Wednesday, January 9, 2013

What Dispute? US Supreme Court Issues Decision in Los Angeles County Appeal

The much-anticipated opinion in Los Angeles County Flood Control District  v. Natural Resources Defense Council has been issued by the US Supreme Court, although it ended with more of a whimper than a bang. Rather than a seminal discussion of what constitutes a point source discharge, which many of us had been hoping for, the decision  turned on the sole question of whether flow of polluted water  from a concreted part of the river into an unconcreted portion  constitutes a point source discharge.    Based on  South Fla. Water Management District v. Miccousukee Tribe 541 US 95 (2004), the answer to that question was clearly no, and the Ninth Circuit was reversed.

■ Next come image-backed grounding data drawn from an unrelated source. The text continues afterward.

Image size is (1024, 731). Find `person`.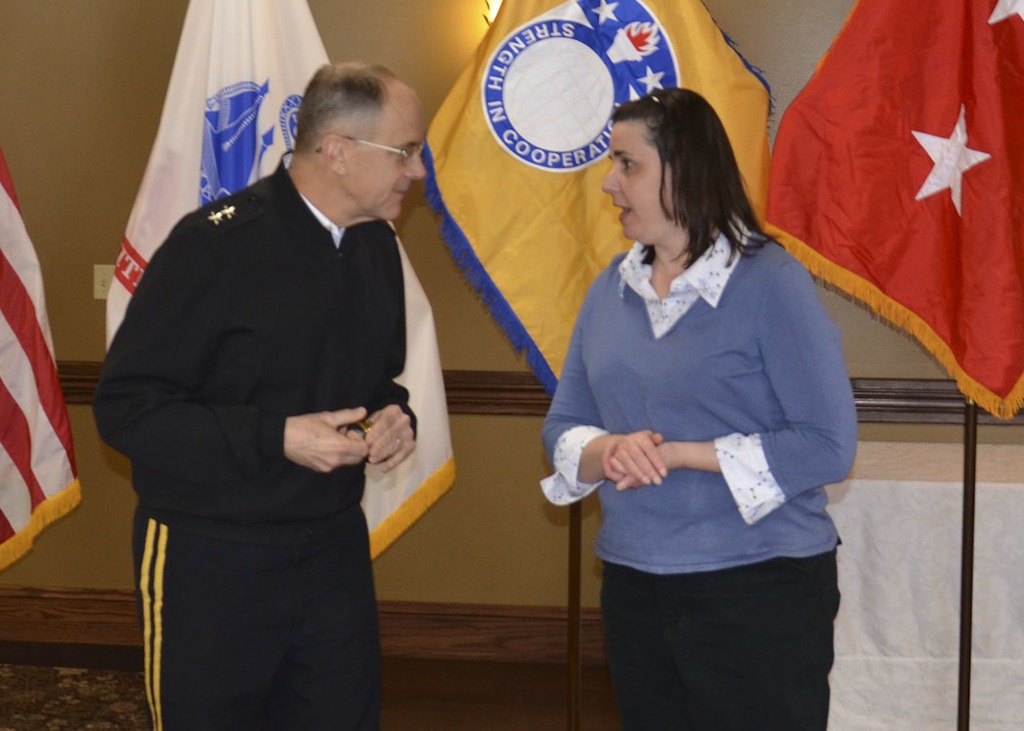
93, 60, 427, 730.
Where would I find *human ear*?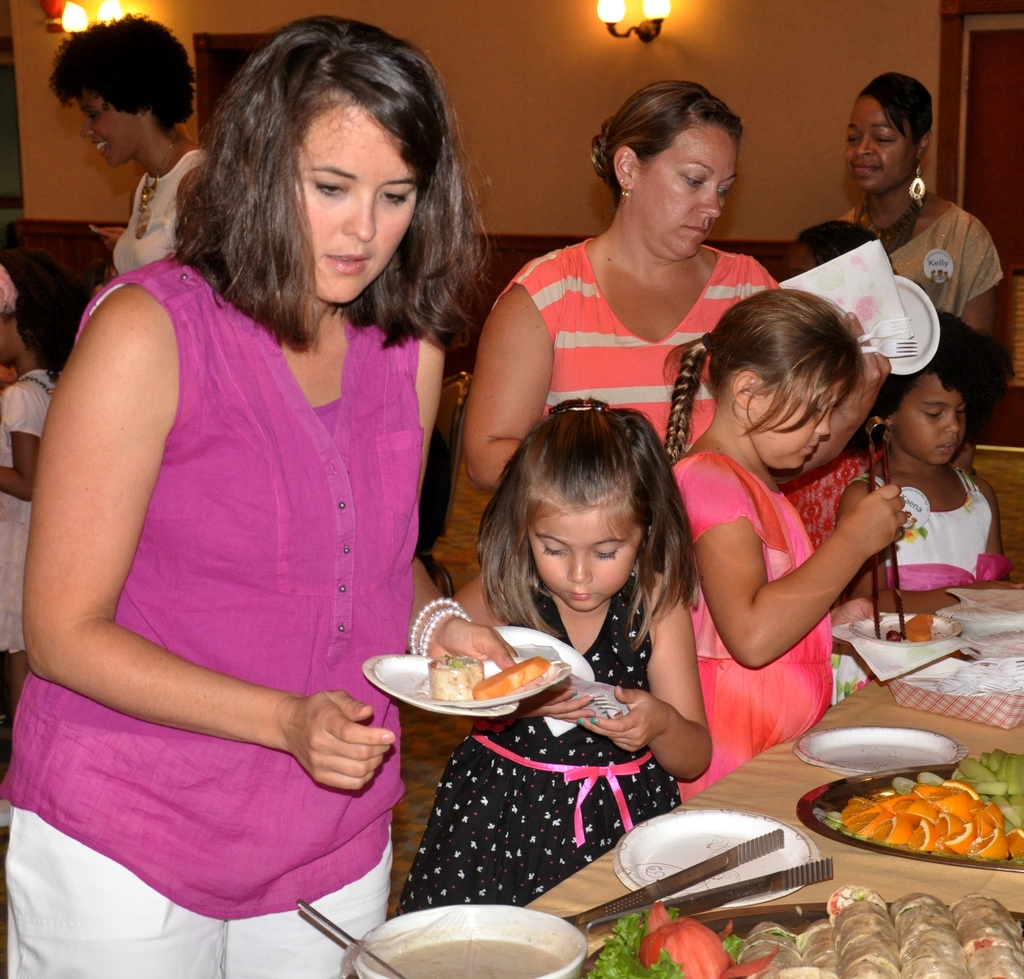
At {"x1": 615, "y1": 145, "x2": 635, "y2": 191}.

The interesting point to me was that, during oral argument,  all parties to the case and the US as amicus curiae had agreed  that the flow of water from one section of the Los Angeles River (the concreted portion) to the natural section was not a point source. Since that was the sole point the Supreme Court agreed to decide, the result was a foregone conclusion.  The NRDC tried to persuade the Court that  the Ninth Circuit reached the right conclusion for the wrong reason.  They argued that the fact that water quality  monitors in the lower part of the river  showed the existence of water quality standard violations was sufficient to establish the District's liability for its storm water discharges that occurred upstream of the monitoring points. The Supreme Court (Ginsberg) offered no opinion on that question, pointedly noted that it was not the question they agreed to decide.

It had been my understanding, after reading the Ninth Circuit's decision, that it had decided a different question - whether Los Angeles County was responsible for the storm water discharges into the Los Angeles River, where it is merely providing a conduit for the storm water, and is not itself adding pollutants. I would be embarrassed by that misreading, except that Justice Ginsburg notes in a footnote that the NRDC and the US "suggest that the Court of Appeals misperceived the facts, erroneously believing that the monitoring stations for the Los Angeles and San Gabriel Rivers 'were sampling water from a portion of the MS4 [storm water collection system] that was distinct from the rivers themselves and from which discharges through an outfall to the rivers subsequently occurred.'"  So  I wasn't the only one mislead by the Ninth Circuit, it appears.